Strange Bedfellows: NJ Gov. Murphy, Trump Intersect on Congestion Pricing
NEW YORK—Following the failed attempts in federal courts by New Jersey to stop New York’s congestion pricing program, Gov. Phil Murphy is now appealing to the White House to kill the plan.
In an open letter to President Trump on Inauguration Day Monday, he wrote that one of the areas where he believes the priorities of New Jersey and the new Trump administration intersect is over congestion pricing.
Following years of environmental study and reviews by the federal government—along with multiple legal challenges brought by a dozen opposing factions, including the Murphy Administration—drivers are now being charged to enter Manhattan’s congestion relief zone at 60th Street and below since Jan. 5. Gov. Murphy reminded Trump, who is a former New York resident, of his outspoken criticism of the plan. He noted that in May on his social media platform candidate Trump said he would “TERMINATE” the toll during his first week in office.

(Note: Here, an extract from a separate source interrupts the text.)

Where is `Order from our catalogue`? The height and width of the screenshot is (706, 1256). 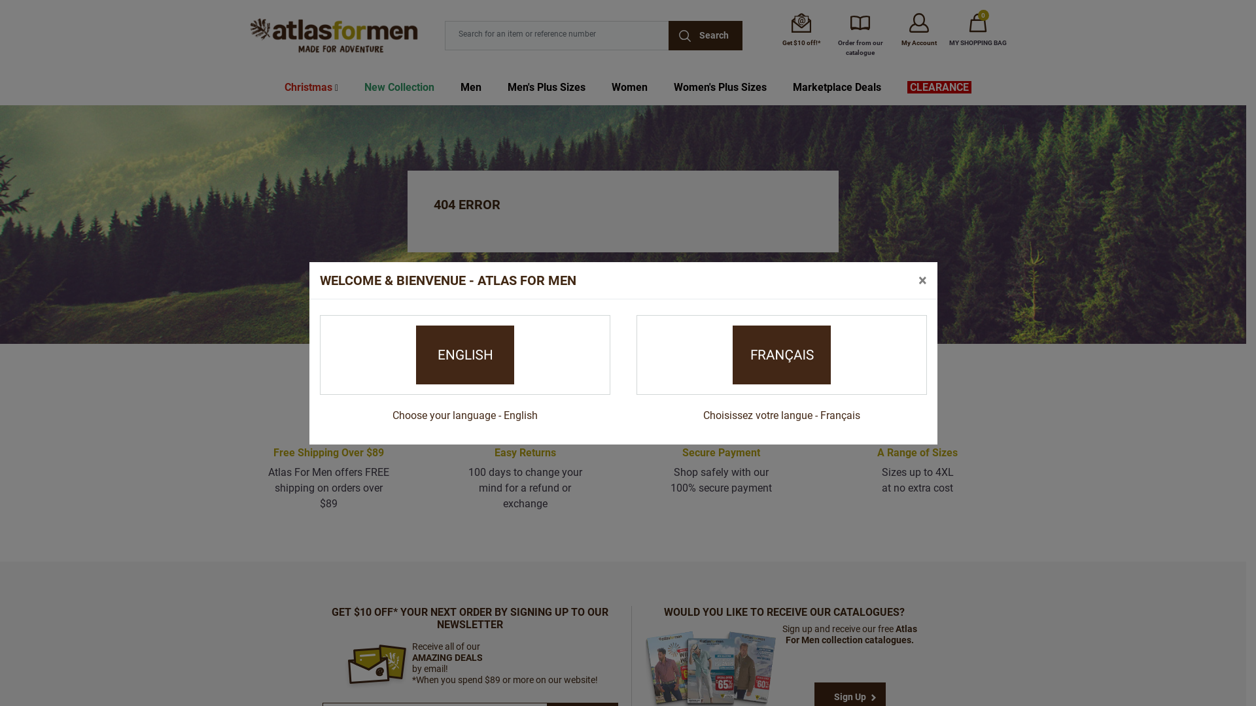
Order from our catalogue is located at coordinates (860, 35).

Among the arguments made in Gov. Murphy, he wrote that the congestion pricing plan “is a disaster for working- and middle-class New Jersey commuters and residents who need or want to visit lower Manhattan and now need to pay a big fee on top of the bridge and tunnel tolls they already pay.”
He also wrote that “New Jersey communities are not being fully compensated for the additional traffic and attendant pollution that will be re-routed to them because of congestion pricing.”
Attorneys for the MTA stated in court that $9.8 million has been earmarked for New Jersey communities for pollution mitigation due to changing traffic patterns. It was also noted that a federal judge in Newark knocked down New Jersey’s effort to pause the plan earlier this month, ruling that a 4,000-page environmental assessment of the plan was sufficient to proceed, and the feds had been within their right to approve it.